This was Russia today Tuesday, February 10, 2026
Howdy, folks. Today, we’re reviewing an opinion essay that takes issue with several Russian-speaking intellectuals who object to the Epstein files’ release on privacy grounds. Read on for news about Vance’s cancellation of his Armenian genocide acknowledgment, Estonia’s new intelligence assessment, and Moscow’s U.N. challenge to Starlink. Yours, Kevin.
Russian intellectuals responded to the Epstein files by worrying about privacy, not the victims. A writer asks why.
In an essay for Novaya Gazeta Europe, writer Ksenia Buksha takes aim at several Russian intellectuals whose responses to the Epstein files focused primarily on privacy invasion rather than on the crimes themselves. The outrage these commentators direct at the public airing of private behavior, Buksha argues, reveals a deeper problem: a refusal to acknowledge that personal ethics and political life are inseparable.

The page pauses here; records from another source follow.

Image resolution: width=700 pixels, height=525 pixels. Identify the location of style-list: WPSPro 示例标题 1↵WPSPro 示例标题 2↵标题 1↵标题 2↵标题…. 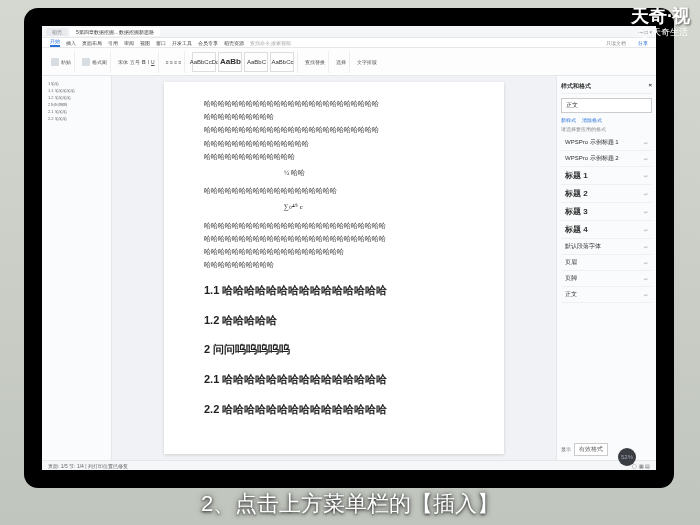
(606, 219). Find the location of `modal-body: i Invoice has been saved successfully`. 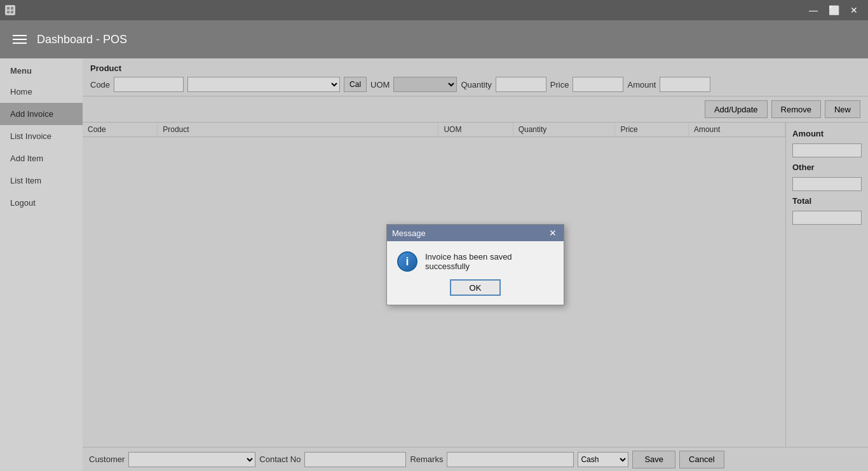

modal-body: i Invoice has been saved successfully is located at coordinates (475, 260).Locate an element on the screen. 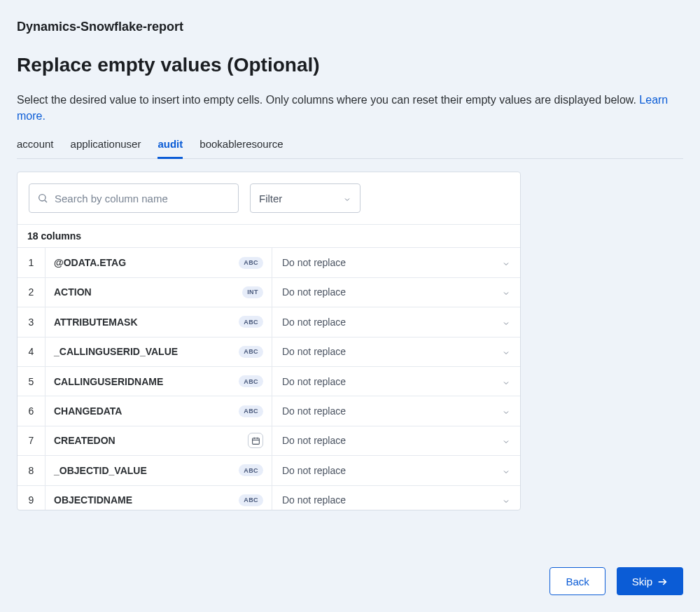  calendar-icon is located at coordinates (255, 440).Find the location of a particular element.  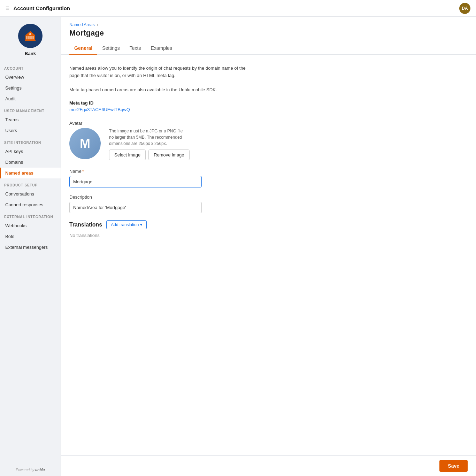

name-field-group: Name* is located at coordinates (136, 178).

Buksha singles out satirist Viktor Shenderovich, who denounced the release of Epstein’s correspondence as “mass invasion of private life” and compared the public reckoning to Soviet-era party tribunals and to a “global Shurochka from accounting” — a reference to the busybody bookkeeper in the Soviet comedy The Office Romance who polices her colleagues’ personal lives. Buksha notes that Shenderovich draws a distinction between guests of Epstein’s island who committed crimes, and those who merely “had a good time with girls” — a distinction she finds untenable, given that none of those guests could have verified the age or consent of the women and girls involved, and many continued associating with Epstein even after his 2008 conviction for procuring a child for prostitution.

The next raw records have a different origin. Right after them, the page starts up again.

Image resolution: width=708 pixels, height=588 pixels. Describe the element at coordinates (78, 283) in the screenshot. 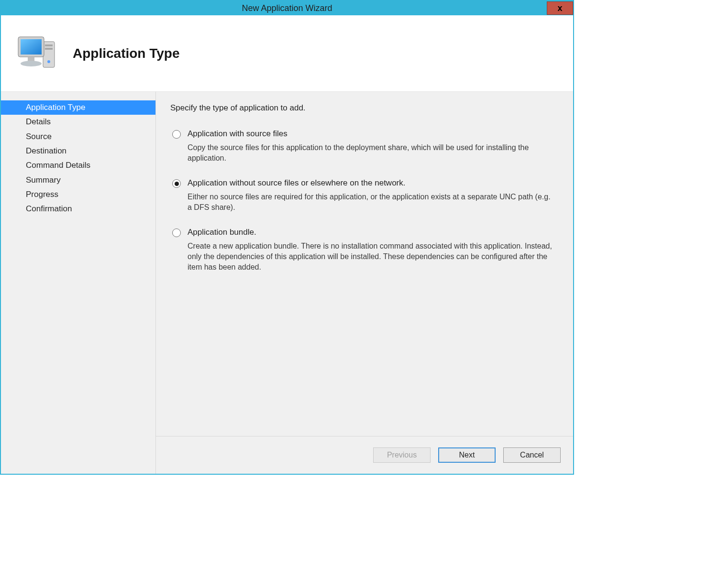

I see `wizard-steps-sidebar: Application TypeDetailsSourceDestination…` at that location.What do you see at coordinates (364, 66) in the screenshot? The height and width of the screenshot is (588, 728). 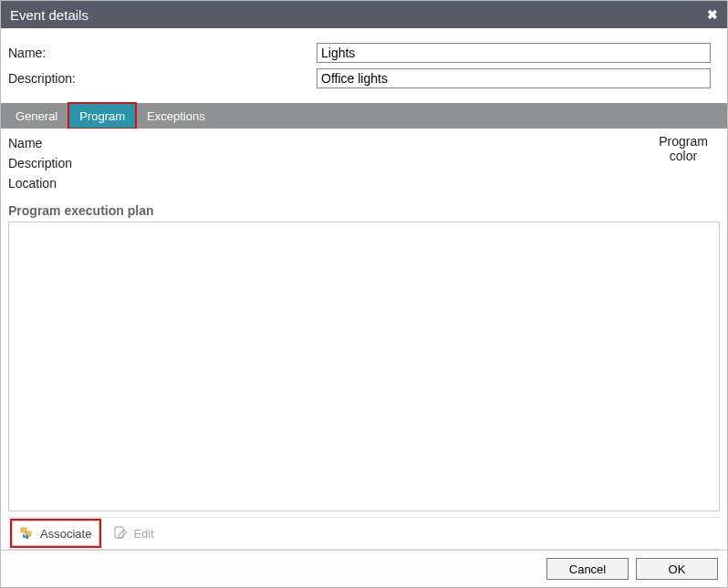 I see `form-area: Name: Description:` at bounding box center [364, 66].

Columnist Yulia Latynina and historian Alexander Etkind draw similar criticism, though Buksha acknowledges that each argues from a different perspective. Latynina’s rhetoric dismisses the victims; Etkind frames the scandal as an indictment of hypocrisy in American cancel culture, pointing out that the powerful figures implicated have suffered no real consequences. Buksha concedes a grain of truth in the privacy concerns — the U.S. Department of Justice did release correspondence that went beyond the criminal evidence — but argues that all three commentators share a fundamental blind spot: they treat ethics as a strictly private matter, walled off from political accountability.
Buksha extends this critique to former lawyer Mark Feygin, who now serves on a PACE platform for dialogue with Russian democratic forces and recently addressed his participation in the siege of Sarajevo alongside Ratko Mladic’s forces. Feygin now waves it away as a product of “chaotic times” and circumstances beyond his control — a posture Buksha sees as emblematic of the broader evasion she diagnoses throughout the essay. To these figures, she writes, ethical demands are external threats rather than internal imperatives. The mindset makes for poor politics and, ultimately, reproduces the worst practices of the very forces they claim to oppose.

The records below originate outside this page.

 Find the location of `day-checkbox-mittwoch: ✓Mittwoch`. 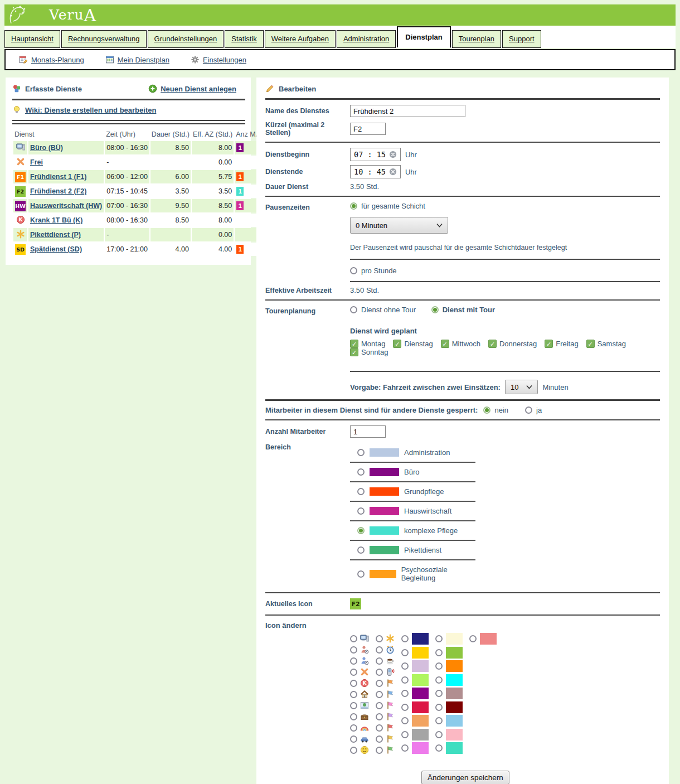

day-checkbox-mittwoch: ✓Mittwoch is located at coordinates (460, 343). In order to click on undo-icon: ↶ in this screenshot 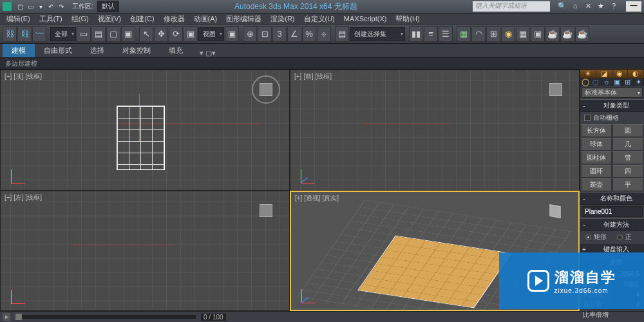, I will do `click(51, 6)`.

The essay closes with a striking contrast: Willy Brandt, who fought the Nazis and owed nothing to the victims of the Warsaw Ghetto, nevertheless knelt before the memorial as West German chancellor. For Buksha, genuine political life begins not with obligations imposed from outside but with the willingness to hold oneself accountable — privately at first, and then, perhaps, in full public view.